The Global Project Against Hate and Extremism has published what it says is a glossary of Christian Nationalist terms.
It includes "apostle," "divinely appointed," "prayer warrior," and the Greek word for church, "ekklesia."
“Apostle,” according to Merriam-Webster, has various definitions, one of them “a person who first advocates an important belief system.”
The entries have no direct political overtones unless there’s vivid imagination applied.
Alex McFarland of Alex McFarland Ministries and Exploring the Word on AFR says many of the terms are rooted in the language of warfare.
“The church, intercession, spiritual warfare, prayer warrior, these are part and parcel of the Christian experience because the Bible says we wrestle not against flesh and blood, but against principalities and dominions and spiritual wickedness in high places.”

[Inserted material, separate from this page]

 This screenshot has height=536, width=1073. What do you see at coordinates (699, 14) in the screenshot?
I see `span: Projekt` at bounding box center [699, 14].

He doesn't expect the lost souls that work at the Global Project and Southern Poverty Law Center to understand the actual spiritual meaning behind the words.

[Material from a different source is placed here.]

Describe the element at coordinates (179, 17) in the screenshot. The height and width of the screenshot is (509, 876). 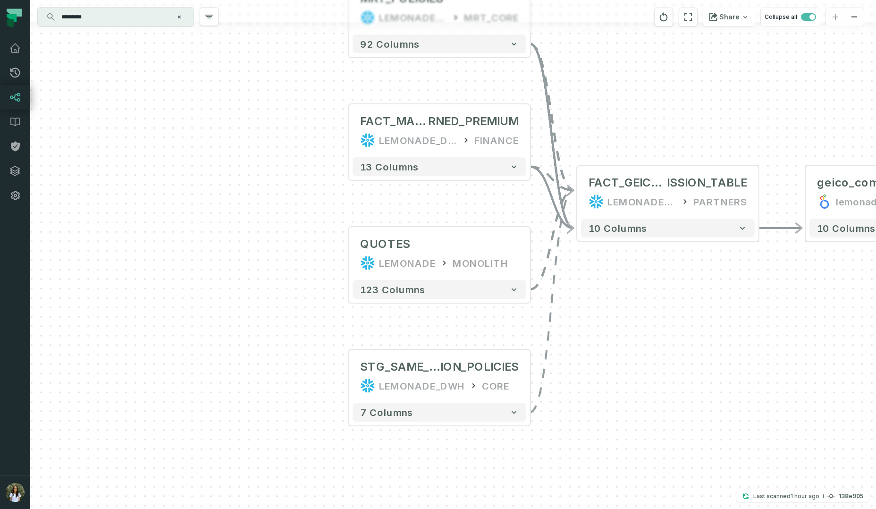
I see `button: Clear search query` at that location.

“The Bible says the Gospel is foolishness to them that are perishing,” McFarland said.
McFarland says it's another example of the Left is appealing to its favorite socialist and communist author and his book.

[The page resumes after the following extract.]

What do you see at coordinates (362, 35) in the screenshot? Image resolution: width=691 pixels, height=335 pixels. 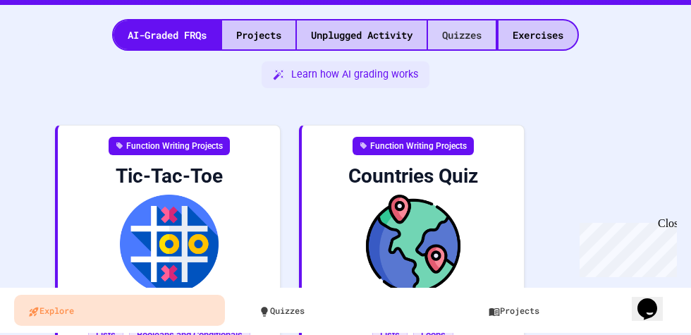 I see `div: Unplugged Activity` at bounding box center [362, 35].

“Saul Alinsky in Rules for Radicals says, 'use your enemy's vocabulary against your enemy.’”
McFarland says the Left often strips the words of their actual meanings, weaponizes them as racist or homophobic, or in this case nationalist, and shoves them back at people on the Right rather randomly. But he says it's a good thing those who use the words correctly haven't lost their meanings.
“Being a prayer warrior, it's advantageous, even to the one that objects to the term prayer warrior.”